Many of the characteristic features of Christendom, which emerged during the era of third-wave civilizations, have had a long life, extending well into the modern era. The crusading element of European expansion was prominent among the motives of Spanish and Portuguese explorers. Europe’s grudging freedom for merchant activity and its eagerness to borrow foreign technology arguably contributed to the growth of capitalism and industrialization in later centuries. The endemic military conflicts of European states, unable to recover the unity of the Roman Empire, found terrible expression in the world wars of the twentieth century. The controversy about reason and faith resonates still, at least in the United States, in debates about the authority of the Bible in secular and scientific matters. The rift between Eastern Orthodoxy and Roman Catholicism remains one of the major divides in the Christian world. Modern universities and the separation of religious and political authority likewise have their origins in the European Middle Ages. Such a perspective, linking the past with what came later, represents one of the great contributions that the study of history makes to human understanding. We are limited and shaped by our histories.
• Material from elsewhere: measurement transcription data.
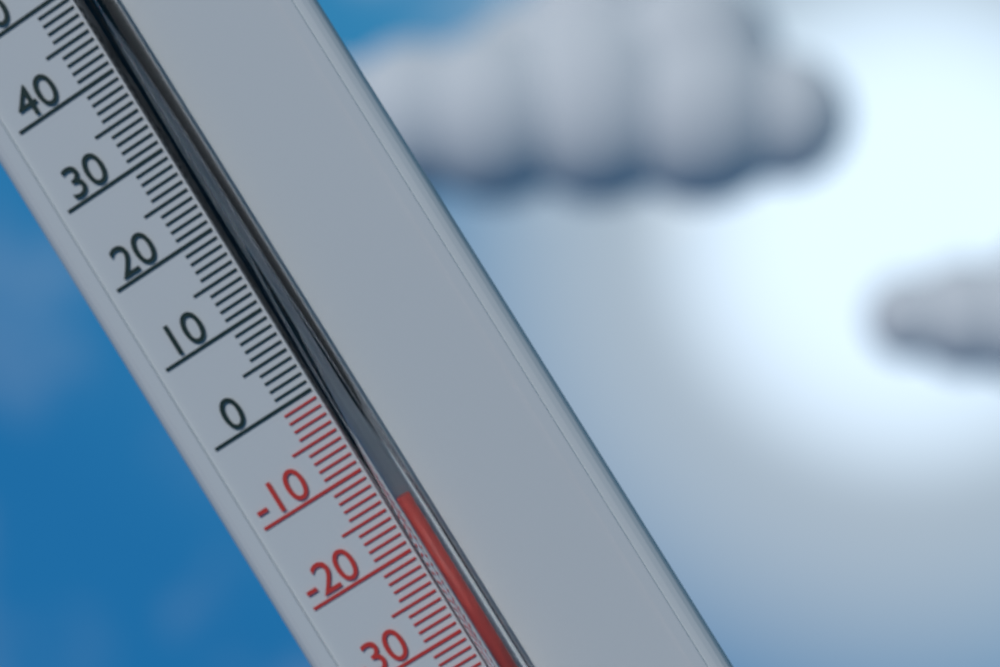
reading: -15 °C
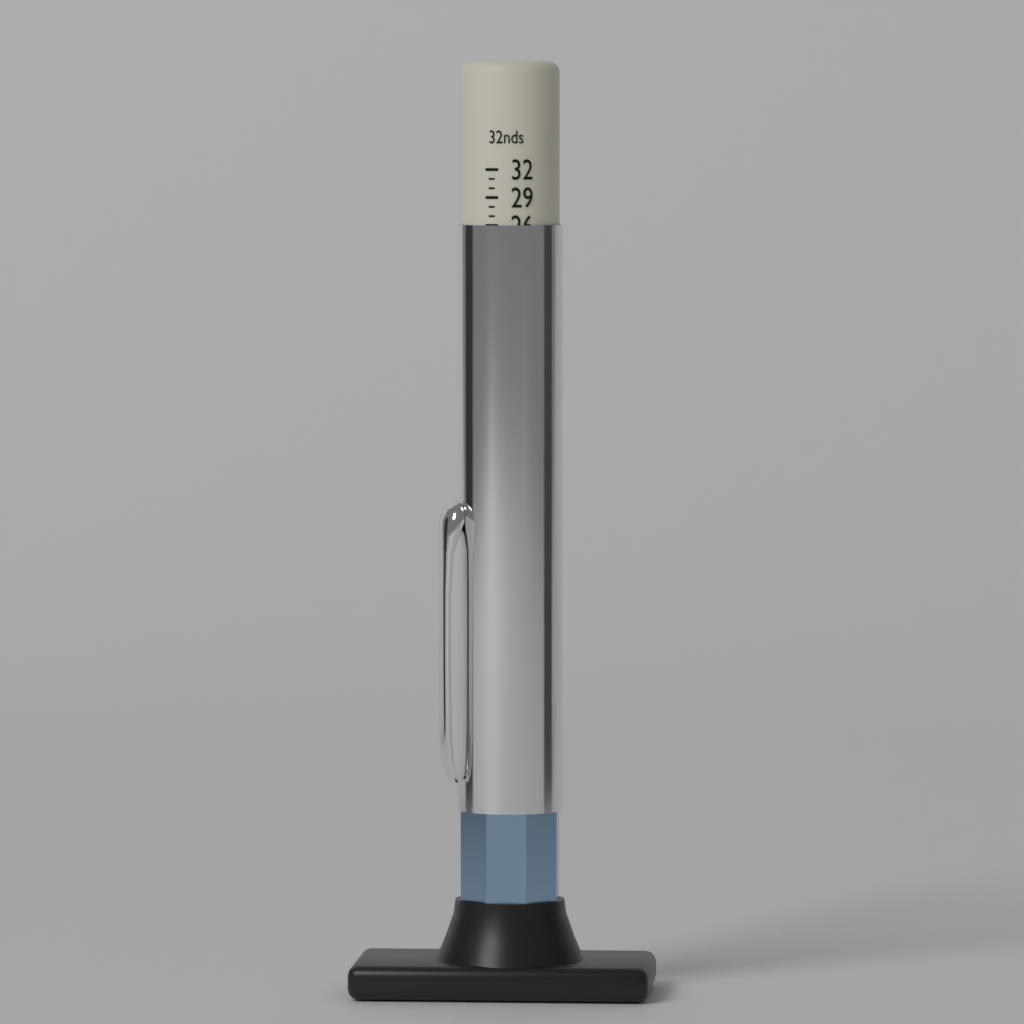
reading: 26 32nds
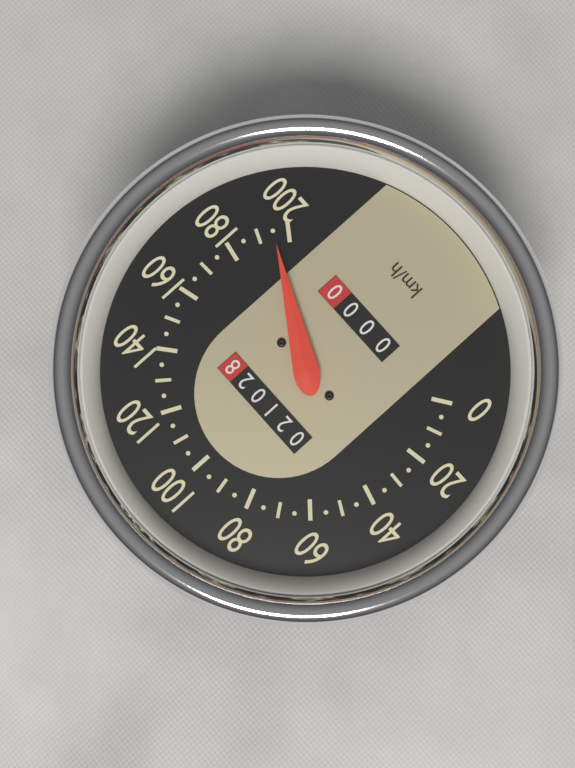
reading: 195 km/h
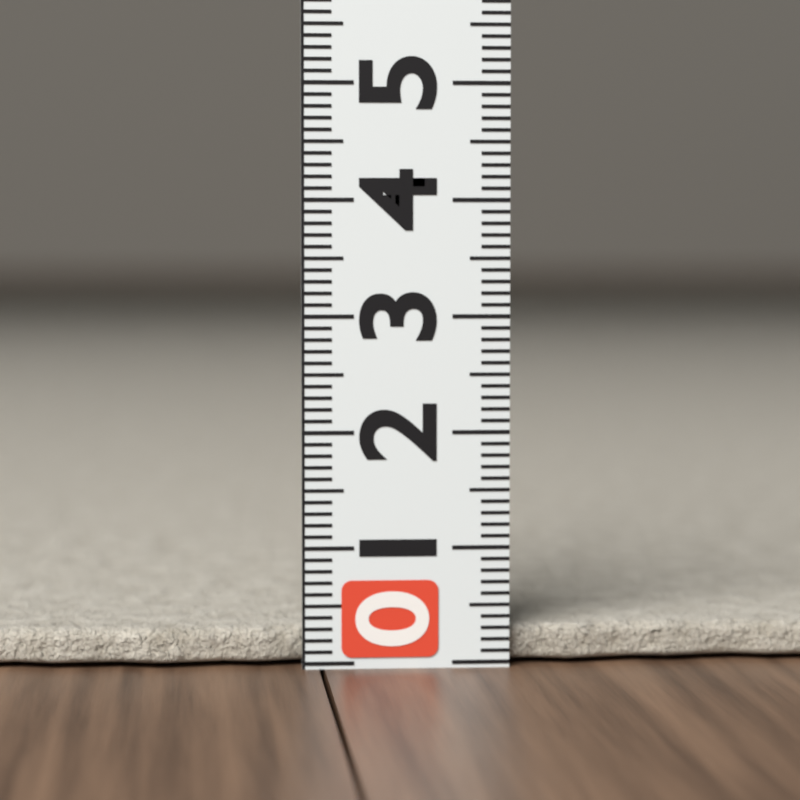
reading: 0.3 (no unit)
Yet that very strength of historical study can be misleading, particularly if it suggests a kind of inevitability, in which the past determines the future. Knowing the outcome of the stories we tell can be a serious disadvantage, for it may rob the people we study of the freedom and uncertainty that they surely experienced. In 500, few people would have predicted that Europe would become the primary center of Christianity, while the African and Asian expressions of that faith withered away. As late as 1000, the startling reversal of roles between the Eastern and Western wings of Christendom, which the next several centuries witnessed, was hardly on the horizon. At that time, the many small, rural, unsophisticated, and endlessly quarreling warrior-based societies of Western Europe would hardly have borne comparison with the powerful Byzantine Empire and its magnificent capital of Constantinople. Even in 1500, when Europe had begun to catch up with China and the Islamic world in various ways, there was little to predict its remarkable transformation over the next several centuries and the dramatic change in the global balance of power that this transformation produced.
Usually students of history are asked to remember. But forgetting can also be an aid to historical understanding. To recapture the unexpectedness of the historical process and to allow ourselves to be surprised, it may be useful on occasion to forget what we know about what happened next and to see the world as contemporaries viewed it.